THE OFFICE: Spicer’s Sangoma Retreat
(Jim planned a trip to Australia in order to get out of going to Pam’s wedding.)
SURVIVOR: Hotel Las Islas
(These are the types of shelters Boston Rob dreams about building.)
MARVELOUS MRS. MAISEL: The Roxbury at Stratton Falls
(The Catskills — there’s no more appropriate location for a comedy show.)
I THINK YOU SHOULD LEAVE: The Shinola Hotel
(Detroiter Tim Robinson gets a hometown hotel from a homegrown brand.)
THE LAST DANCE: Washington School House
(The hotel’s private chef could’ve helped Michael avoid his Park City pizza poisoning before game 5 against the Jazz.)
MAD MEN: Post Ranch Inn
(Don had his final “revelation” atop the cliffs of Big Sur.)
THE MANDALORIAN: Dar Hi
(Most of the first six Star Wars movies filmed their “Tatooine” scenes in Tunisia — you can even visit some of the remaining sets.)
SUCCESSION: Párisi Udvar Hotel
(The Roy’s Hungarian hunting retreat is where the legendary “boar on the floor” episode took place — they might’ve felt just at home at Budapest’s lavish Párisi Udvar.)
THE SOPRANOS: Inn at Thorn Hill
(Vito escaped to a New Hampshire B&B to lay low and eventually discover the world’s most amazing johnny cakes.)
ZEROZEROZERO: Hotel Habita Monterrey
(There are no ports in Monterrey, but that’s where the show’s all-important shipment began its ocean-bound journey.)
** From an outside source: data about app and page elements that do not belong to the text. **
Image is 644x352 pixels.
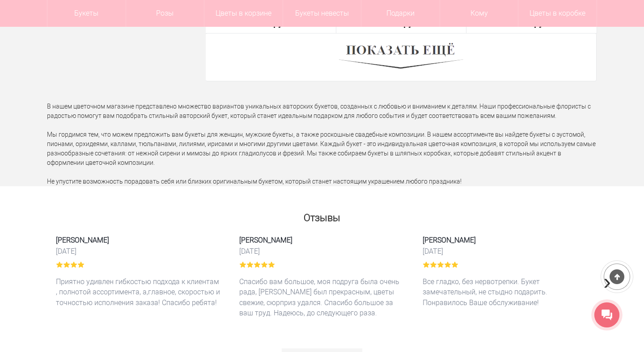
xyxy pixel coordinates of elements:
[339,40,463,74] img: Показать ещё
[211,18,330,27] a: 1990 руб.
[56,235,221,245] span: [PERSON_NAME]
[56,277,221,308] p: Приятно удивлен гибкостью подхода к клиентам , полнотой ассортимента, а,главное, скоростью и точн...
[239,247,405,256] time: [DATE]
[422,247,588,256] time: [DATE]
[422,277,588,308] p: Все гладко, без нервотрепки. Букет замечательный, не стыдно подарить. Понравилось Ваше обслуживание!
[56,247,221,256] time: [DATE]
[239,277,405,318] p: Спасибо вам большое, моя подруга была очень рада, [PERSON_NAME] был прекрасным, цветы свежие, сюр...
[342,18,461,27] a: 4670 руб.
[239,235,405,245] span: [PERSON_NAME]
[422,235,588,245] span: [PERSON_NAME]
[40,102,604,187] div: В нашем цветочном магазине представлено множество вариантов уникальных авторских букетов, созданн...
[47,208,597,224] h2: Отзывы
[339,53,463,60] a: Показать ещё
[472,18,591,27] a: 2954 руб.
THE QUEEN’S GAMBIT: 21c Museum Hotel Lexington
(The miniseries opens in a Paris hotel room, but Beth Harmon’s story starts in Lexington.)
CALL MY AGENT: Hôtel de Crillon
(Is Sigourney Weaver the first person to be disappointed with a room at the luxurious Hôtel de Crillon? Probably not, but the list of complainers is likely a short one.)
MARE OF EASTTOWN: Graduate Berkeley
(Siobhan was great and all, but how she got into UC Berkeley so easily might be a bigger mystery than Erin’s killer.)
THE CROWN: Mahali Mzuri
(It was on a safari in Kenya that Elizabeth found out her father died — and became the Queen.)
REPAIR SHOP: Tuddenham Mill
(Repair to this restored 17th-century mill house in the English countryside.)